To the rest of the world,
I want to say I’m sorry.
Not in a symbolic way, not as a stand-in for power I don’t personally hold, but as an ordinary citizen of the United States who understands that our country’s politics don’t exist in a vacuum. What happens here spills outward—into your economies, your borders, your climate, your safety, and your sense of stability. And too often lately, what spills out is chaos, cruelty, or indifference.
I know that many of you watch U.S. politics with a mix of disbelief and exhaustion. So do many of us who live here. We watch leaders argue in bad faith, institutions strain under pressure, truth treated as optional, and basic human dignity turned into a political bargaining chip.

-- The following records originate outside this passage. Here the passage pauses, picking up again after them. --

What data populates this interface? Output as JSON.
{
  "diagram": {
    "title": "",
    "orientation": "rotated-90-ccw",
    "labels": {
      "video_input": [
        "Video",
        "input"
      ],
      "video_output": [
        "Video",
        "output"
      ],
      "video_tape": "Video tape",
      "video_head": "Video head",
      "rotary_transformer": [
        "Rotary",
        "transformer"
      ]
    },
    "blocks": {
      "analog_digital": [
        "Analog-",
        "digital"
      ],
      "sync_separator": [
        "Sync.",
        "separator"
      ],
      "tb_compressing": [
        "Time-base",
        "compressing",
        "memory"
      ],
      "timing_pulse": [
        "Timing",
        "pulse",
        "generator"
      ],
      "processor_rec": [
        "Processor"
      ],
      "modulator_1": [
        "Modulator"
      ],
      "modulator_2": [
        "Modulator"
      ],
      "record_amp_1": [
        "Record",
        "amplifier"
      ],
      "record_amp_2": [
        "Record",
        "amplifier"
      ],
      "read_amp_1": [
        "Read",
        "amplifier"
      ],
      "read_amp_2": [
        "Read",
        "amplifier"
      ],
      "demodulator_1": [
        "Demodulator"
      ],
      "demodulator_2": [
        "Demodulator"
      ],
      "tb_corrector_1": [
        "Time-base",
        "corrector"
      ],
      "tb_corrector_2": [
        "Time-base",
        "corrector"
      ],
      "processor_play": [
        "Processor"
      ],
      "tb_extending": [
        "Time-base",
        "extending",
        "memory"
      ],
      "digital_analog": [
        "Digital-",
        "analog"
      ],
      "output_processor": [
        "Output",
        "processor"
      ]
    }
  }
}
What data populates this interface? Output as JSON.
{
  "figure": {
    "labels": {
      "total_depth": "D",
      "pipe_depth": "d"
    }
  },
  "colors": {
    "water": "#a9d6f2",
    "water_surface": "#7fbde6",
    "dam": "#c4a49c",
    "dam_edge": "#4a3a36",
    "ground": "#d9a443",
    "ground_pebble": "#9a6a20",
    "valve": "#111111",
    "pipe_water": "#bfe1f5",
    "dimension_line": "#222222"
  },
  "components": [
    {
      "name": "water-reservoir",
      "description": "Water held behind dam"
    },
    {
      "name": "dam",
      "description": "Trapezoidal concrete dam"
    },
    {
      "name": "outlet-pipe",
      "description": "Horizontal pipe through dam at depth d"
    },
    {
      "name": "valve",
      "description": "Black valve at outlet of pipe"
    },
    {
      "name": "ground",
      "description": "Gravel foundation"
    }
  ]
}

We see our country, which speaks endlessly about freedom and democracy, struggle to practice either with consistency.
I’m sorry for the policies that have harmed people beyond our borders. I’m sorry for the wars we’ve fueled, the alliances we’ve taken for granted, the climate commitments we’ve weakened, and the ways our internal divisions have made the world less predictable and less safe. I’m sorry for the times our loudest voices have been the angriest ones.
I’m also sorry for the arrogance that sometimes comes with American power—the assumption that we know best, that our problems matter more, that our values are universal even when our actions don’t live up to them. That disconnect is felt everywhere.
But I want you to know this: the United States is not a single voice. It is not just its politicians, its headlines, or its worst moments. Millions of people here are tired, scared, and fighting—organizing, voting, teaching, protesting, caring for one another, and trying to push this country toward something better. Many of us are deeply aware of the harm being done and feel it as a moral weight, not a distant abstraction.
An apology alone doesn’t fix anything. I know that. Accountability matters more than words. Change matters more than regret. But silence can look like acceptance, and this is me refusing to be silent.
We are trying. Sometimes clumsily. Sometimes too slowly. But many of us still believe in democracy, in human rights, in science, in cooperation, and in the idea that no nation is above responsibility to the rest of the world.
So from one American who doesn’t speak for the government but does speak from conscience: I’m sorry for the damage being done in our name. And I hope—sincerely—that we earn back trust not through slogans, but through better actions, better leaders, and a renewed commitment to the shared future we all depend on.